In an interview, she later described that moment by saying:
“I wanted to know once and for all what rights I had as a human being and as a citizen. People keep saying that I refused to give up my seat because I was tired. That is not true. I was not physically tired. I was not old; I was forty-two years old. I was tired of giving in. I was tired of being humiliated and accepting it.”
The driver called the police and had Rosa Parks forcibly removed from the bus and arrested, claiming to uphold public order. He did not consider that he was violating the most basic right of a woman who simply refused to give up her seat.

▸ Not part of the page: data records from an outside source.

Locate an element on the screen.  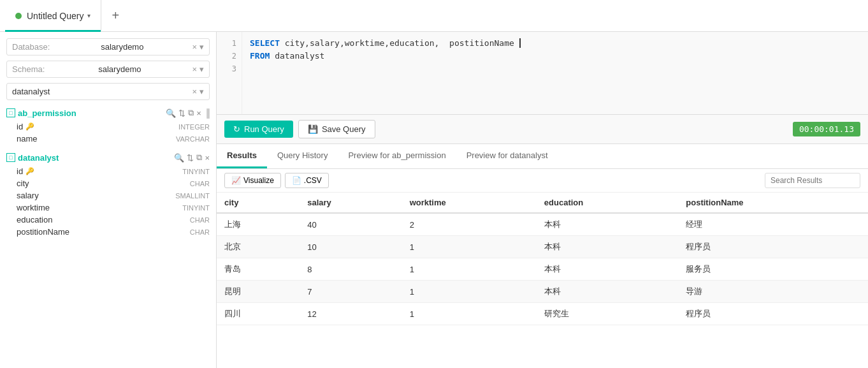
key-icon-id-datanalyst: 🔑 is located at coordinates (30, 171).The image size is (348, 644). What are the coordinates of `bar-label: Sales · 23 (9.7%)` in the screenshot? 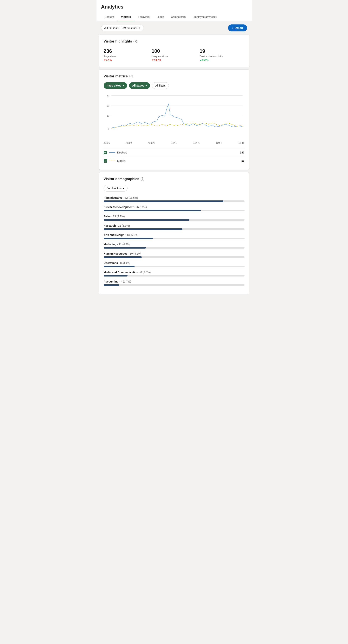 It's located at (174, 216).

In another interview, Rosa Parks defended her actions by stating: “I did not want to be humiliated. I did not want to be forced out of a seat I had paid for. I had no desire to be arrested. I already had enough work to do. But when I reached that crossroads, I did not hesitate to choose resistance. I felt that we had endured enough. The more we gave in and stayed silent, the more the oppression increased.”
At first, Rosa’s arrest went largely unnoticed. The president of the NAACP’s Montgomery chapter, labor activist Edgar Nixon, along with a friend of Parks, paid a $100 bail from their own pockets, securing her release pending trial.
Jo Ann Robinson, a member of the Women’s Political Council and a professor at Alabama State University, was consulted, and overnight 35,000 leaflets were printed to call the public to a boycott.
On the night the boycott began, a decision was made at a church to continue until “humane treatment was guaranteed, Black drivers were hired, and the middle seats with flexible status were assigned on a ‘first come, first served’ basis.”
Throughout the 381-day boycott, no African American rode the city buses. Those who owned cars supported one another by offering rides in exchange for bus fare, many people walked everywhere, and some white women also helped by driving African American citizens to their destinations.
As a result of her trial, Rosa Parks was fined fourteen dollars for disobeying public order.
Despite growing public awareness and the effectiveness of the boycott, many Black citizens were subjected to violence in an attempt to intimidate them. Rosa and a group of activists gathered at Mt. Zion Church and decided to establish the “Montgomery Improvement Association,” electing the 26-year-old preacher Martin Luther King Jr. as its president.
The 381-day boycott and the call of “enough is enough” ultimately led to victory. Under the leadership of Martin Luther King Jr., the continuing civil rights movement resulted in the passage of the Civil Rights Act of 1964, ending legalized discrimination against Black Americans and granting them equal rights. During this period, Rosa Parks endured many hardships, including being denied employment by white employers and facing violent threats. Due to unjust dismissal from work and ongoing harassment, she and her husband Raymond were forced to leave Montgomery and move to Detroit.
From 1965 to 1988, Rosa Parks worked as a secretary for African American Democratic Congressman John Conyers in the United States House of Representatives. In 1987, she founded a personal development institute and traveled across America to raise awareness among young people. As a symbol of resistance against discrimination, Rosa Parks was awarded the NAACP Spingarn Medal in 1979 and received the Martin Luther King Jr. Award in 1980.
Martin Luther King Jr. was awarded the Nobel Peace Prize in Stockholm, Sweden, in 1964.
Rosa Parks was selected by Time Magazine in 1999 as one of the leading human rights defenders of the 20th century. She received the Presidential Medal of Freedom in 1996 and, at the beginning of 1999, was awarded the Congressional Gold Medal, which she received from Bill Clinton.
Rosa Parks died on October 24, 2005, in Detroit, Michigan, United States, at the age of ninety-two.